Reference Hub1
Proficient Normalised Fuzzy K-Means With Initial Centroids Methodology

Proficient Normalised Fuzzy K-Means With Initial Centroids Methodology

Deepali Virmani, Nikita Jain, Ketan Parikh, Shefali Upadhyaya, Abhishek Srivastav
Copyright: © 2018 |Volume: 8 |Issue: 1 |Pages: 18
ISSN: 1947-9115|EISSN: 1947-9123|EISBN13: 9781522544661|DOI: 10.4018/IJKDB.2018010104
Cite Article Cite Article

MLA

Virmani, Deepali, et al. "Proficient Normalised Fuzzy K-Means With Initial Centroids Methodology." IJKDB vol.8, no.1 2018: pp.42-59. http://doi.org/10.4018/IJKDB.2018010104

APA

Virmani, D., Jain, N., Parikh, K., Upadhyaya, S., & Srivastav, A. (2018). Proficient Normalised Fuzzy K-Means With Initial Centroids Methodology. International Journal of Knowledge Discovery in Bioinformatics (IJKDB), 8(1), 42-59. http://doi.org/10.4018/IJKDB.2018010104

Chicago

Virmani, Deepali, et al. "Proficient Normalised Fuzzy K-Means With Initial Centroids Methodology," International Journal of Knowledge Discovery in Bioinformatics (IJKDB) 8, no.1: 42-59. http://doi.org/10.4018/IJKDB.2018010104

Export Reference

Mendeley
Favorite Full-Issue Download

Abstract

This article describes how data is relevant and if it can be organized, linked with other data and grouped into a cluster. Clustering is the process of organizing a given set of objects into a set of disjoint groups called clusters. There are a number of clustering algorithms like k-means, k-medoids, normalized k-means, etc. So, the focus remains on efficiency and accuracy of algorithms. The focus is also on the time it takes for clustering and reducing overlapping between clusters. K-means is one of the simplest unsupervised learning algorithms that solves the well-known clustering problem. The k-means algorithm partitions data into K clusters and the centroids are randomly chosen resulting numeric values prohibits it from being used to cluster real world data containing categorical values. Poor selection of initial centroids can result in poor clustering. This article deals with a proposed algorithm which is a variant of k-means with some modifications resulting in better clustering, reduced overlapping and lesser time required for clustering by selecting initial centres in k-means and normalizing the data.

Request Access

You do not own this content. Please login to recommend this title to your institution's librarian or purchase it from the IGI Global bookstore.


→ Work instruction: Output exactly the lines from the one containing "The width and height of the screenshot is (1204, 543)." through the final line of the entries below, both included, and skip the pictures.

(Dataset entries)
++++++

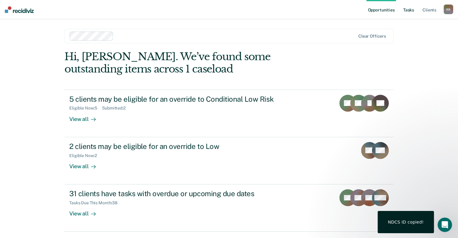  What do you see at coordinates (448, 9) in the screenshot?
I see `div: K K` at bounding box center [448, 9].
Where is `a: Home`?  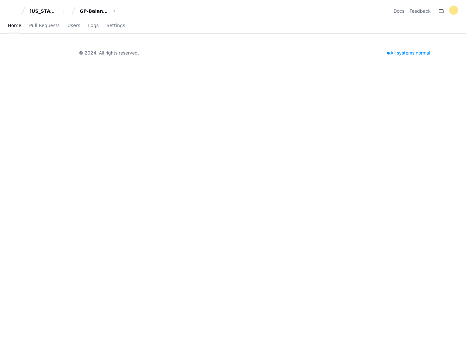
a: Home is located at coordinates (14, 26).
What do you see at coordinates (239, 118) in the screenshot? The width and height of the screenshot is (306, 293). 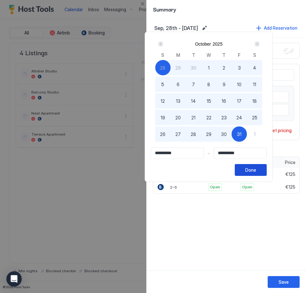 I see `span: 24` at bounding box center [239, 118].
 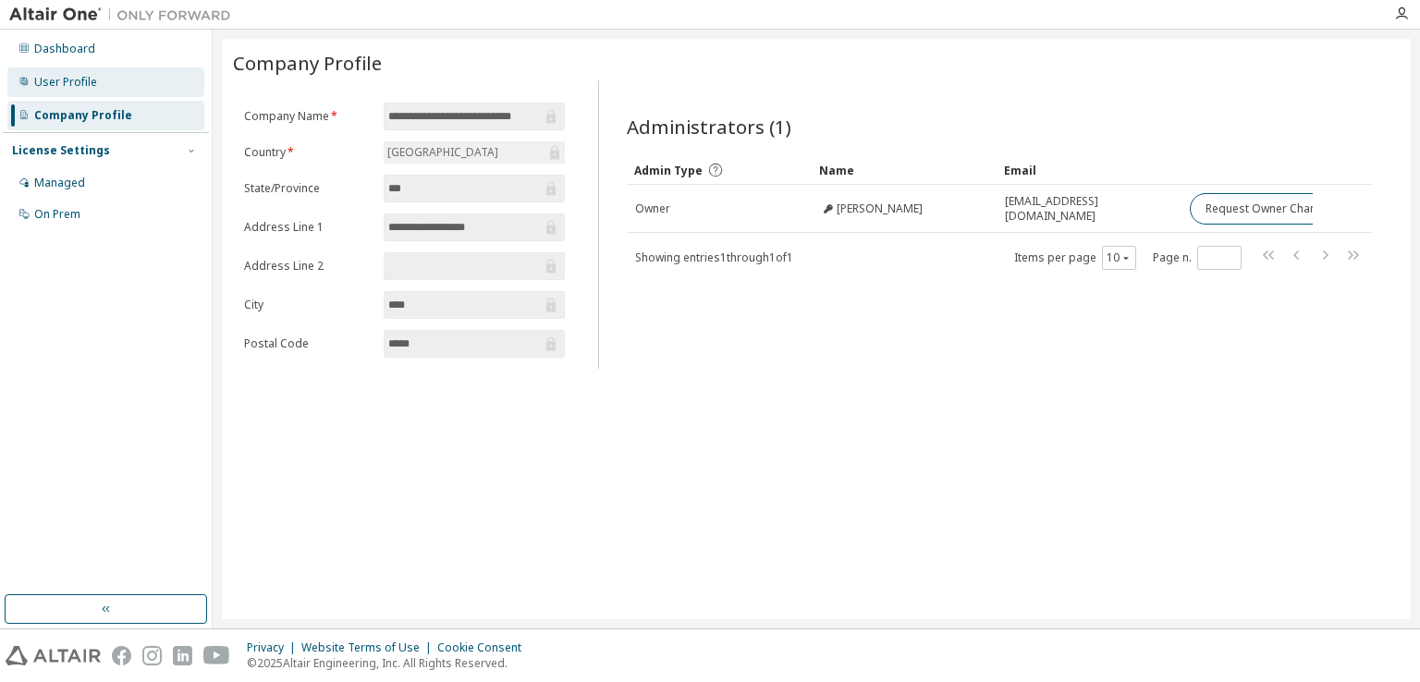 What do you see at coordinates (61, 151) in the screenshot?
I see `div: License Settings` at bounding box center [61, 151].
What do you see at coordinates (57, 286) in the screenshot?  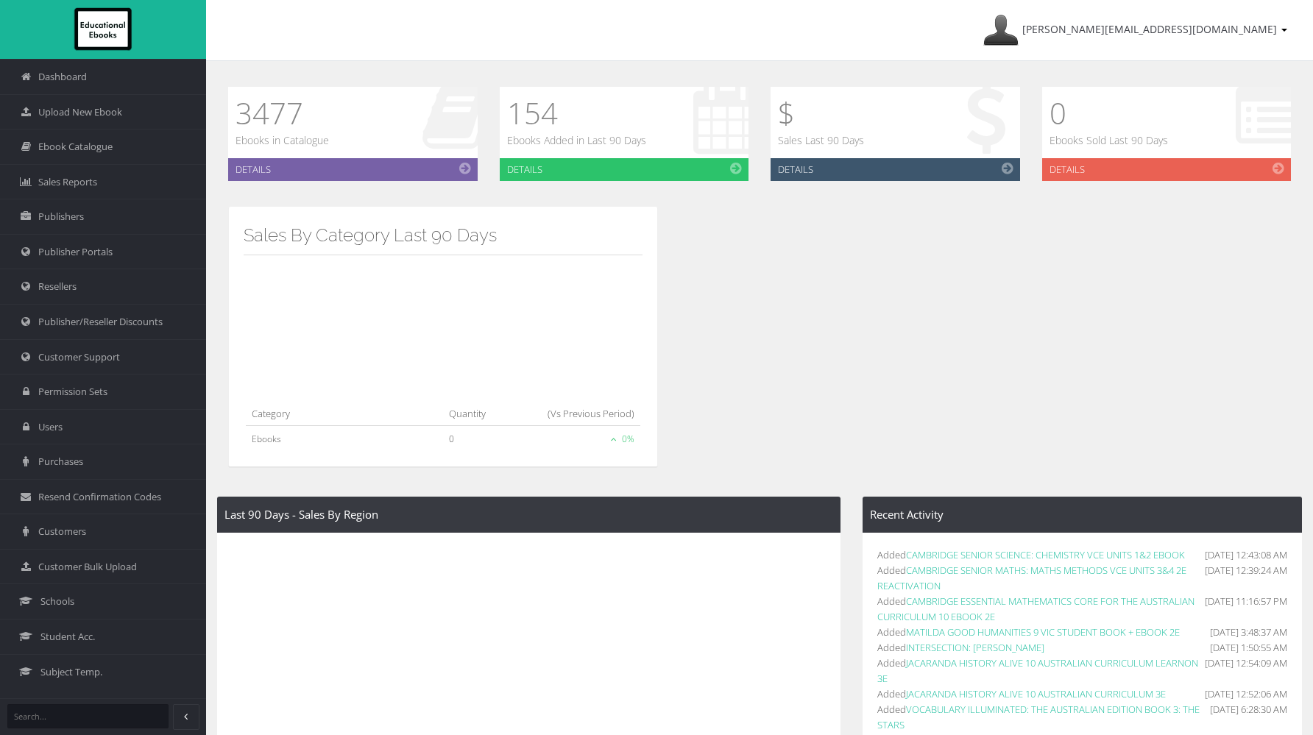 I see `span: Resellers` at bounding box center [57, 286].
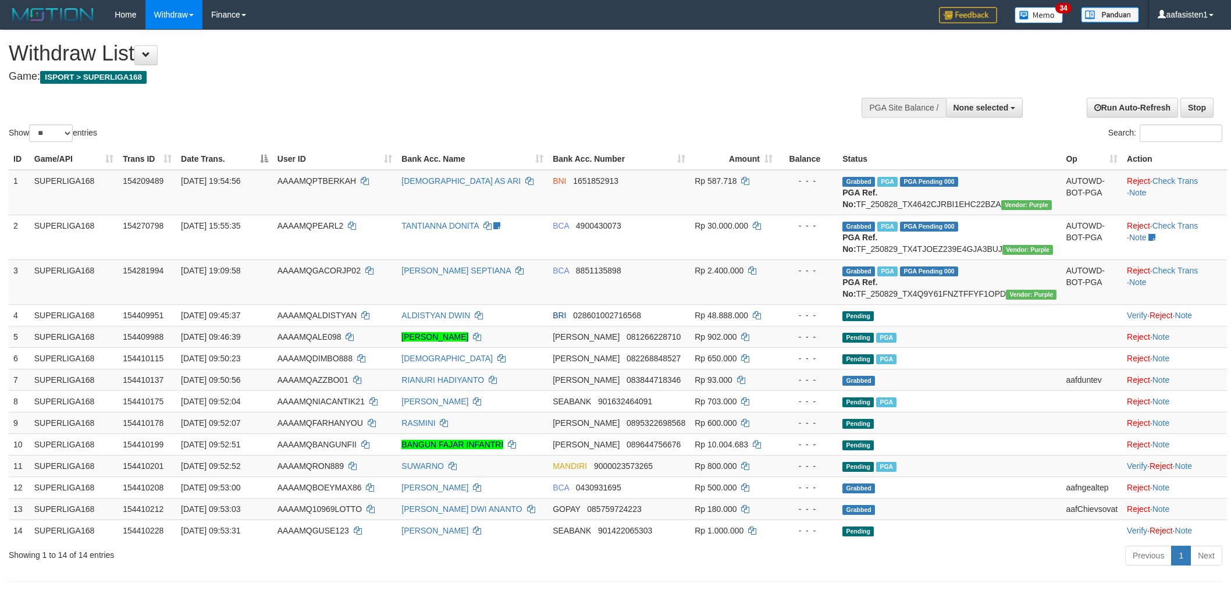  Describe the element at coordinates (599, 488) in the screenshot. I see `span: Copy 0430931695 to clipboard` at that location.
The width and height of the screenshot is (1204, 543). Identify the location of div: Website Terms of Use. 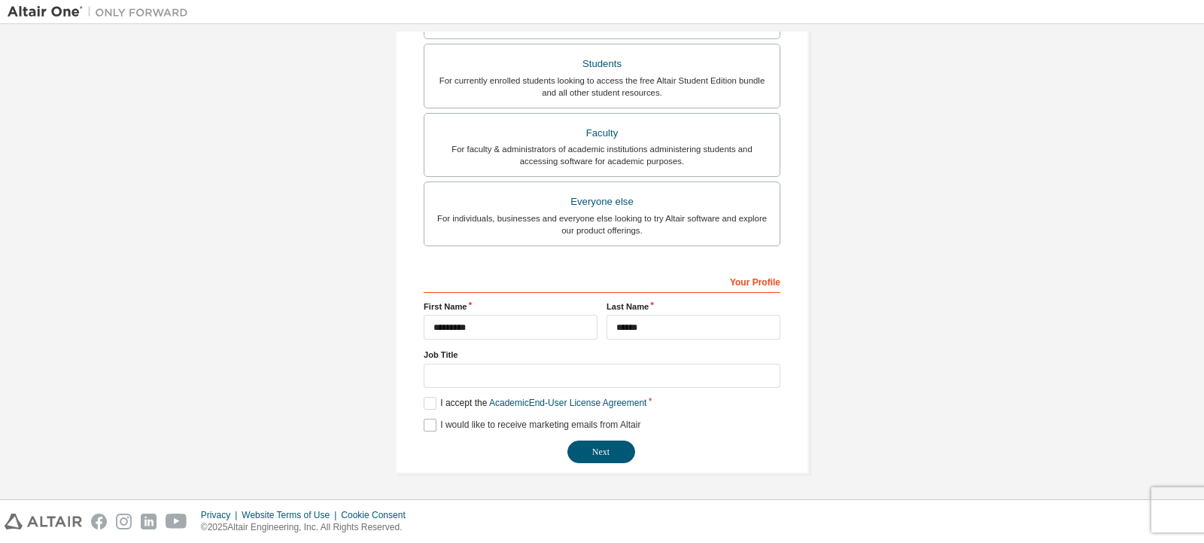
(291, 515).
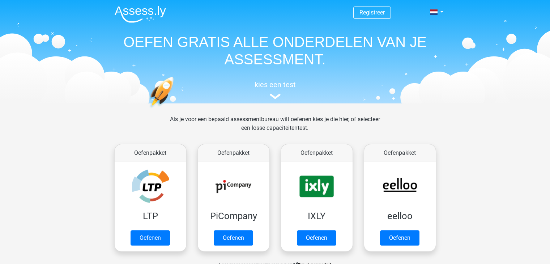 The width and height of the screenshot is (550, 264). I want to click on a: Registreer, so click(372, 12).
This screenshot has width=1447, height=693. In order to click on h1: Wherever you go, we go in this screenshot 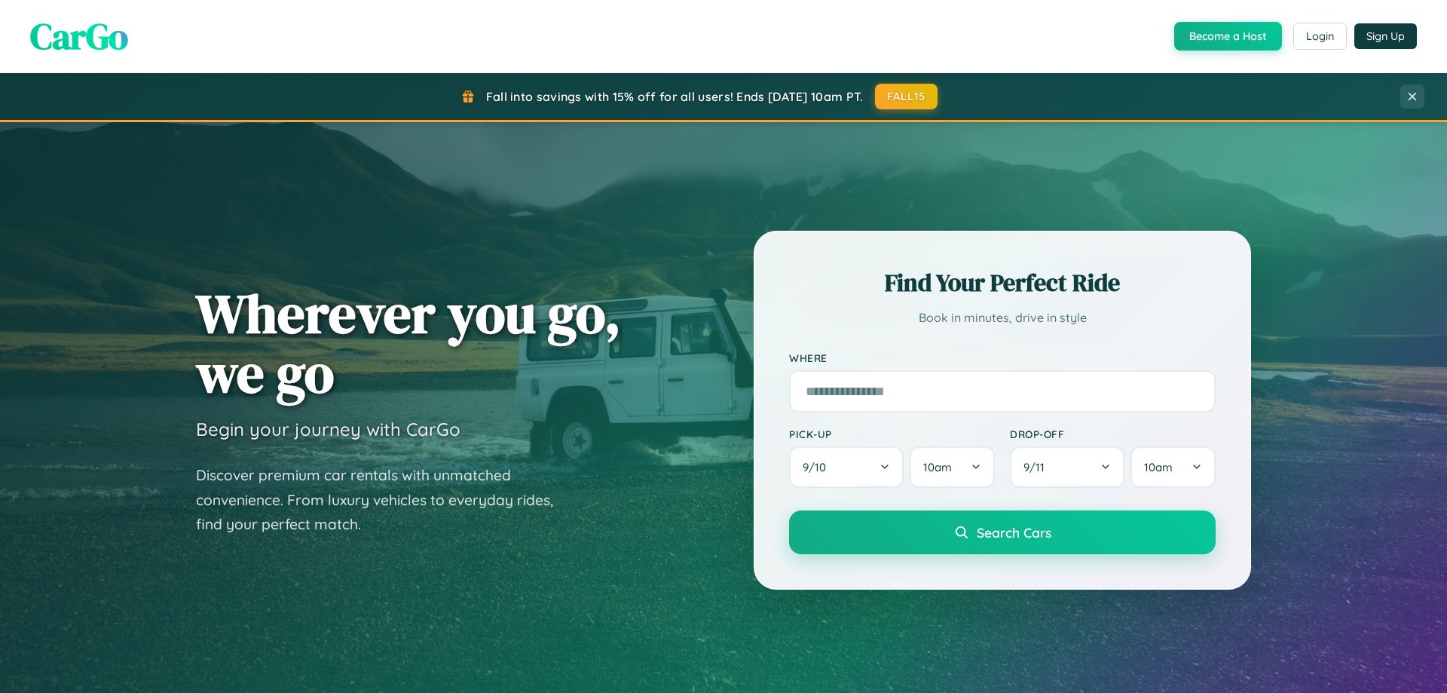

++++++

→ Task response:
The width and height of the screenshot is (1204, 543). Identify the location of div: Website Terms of Use. 
(291, 515).
 The width and height of the screenshot is (550, 264). I want to click on a: Registreer, so click(372, 12).
This screenshot has width=1447, height=693. In order to click on h1: Wherever you go, we go in this screenshot 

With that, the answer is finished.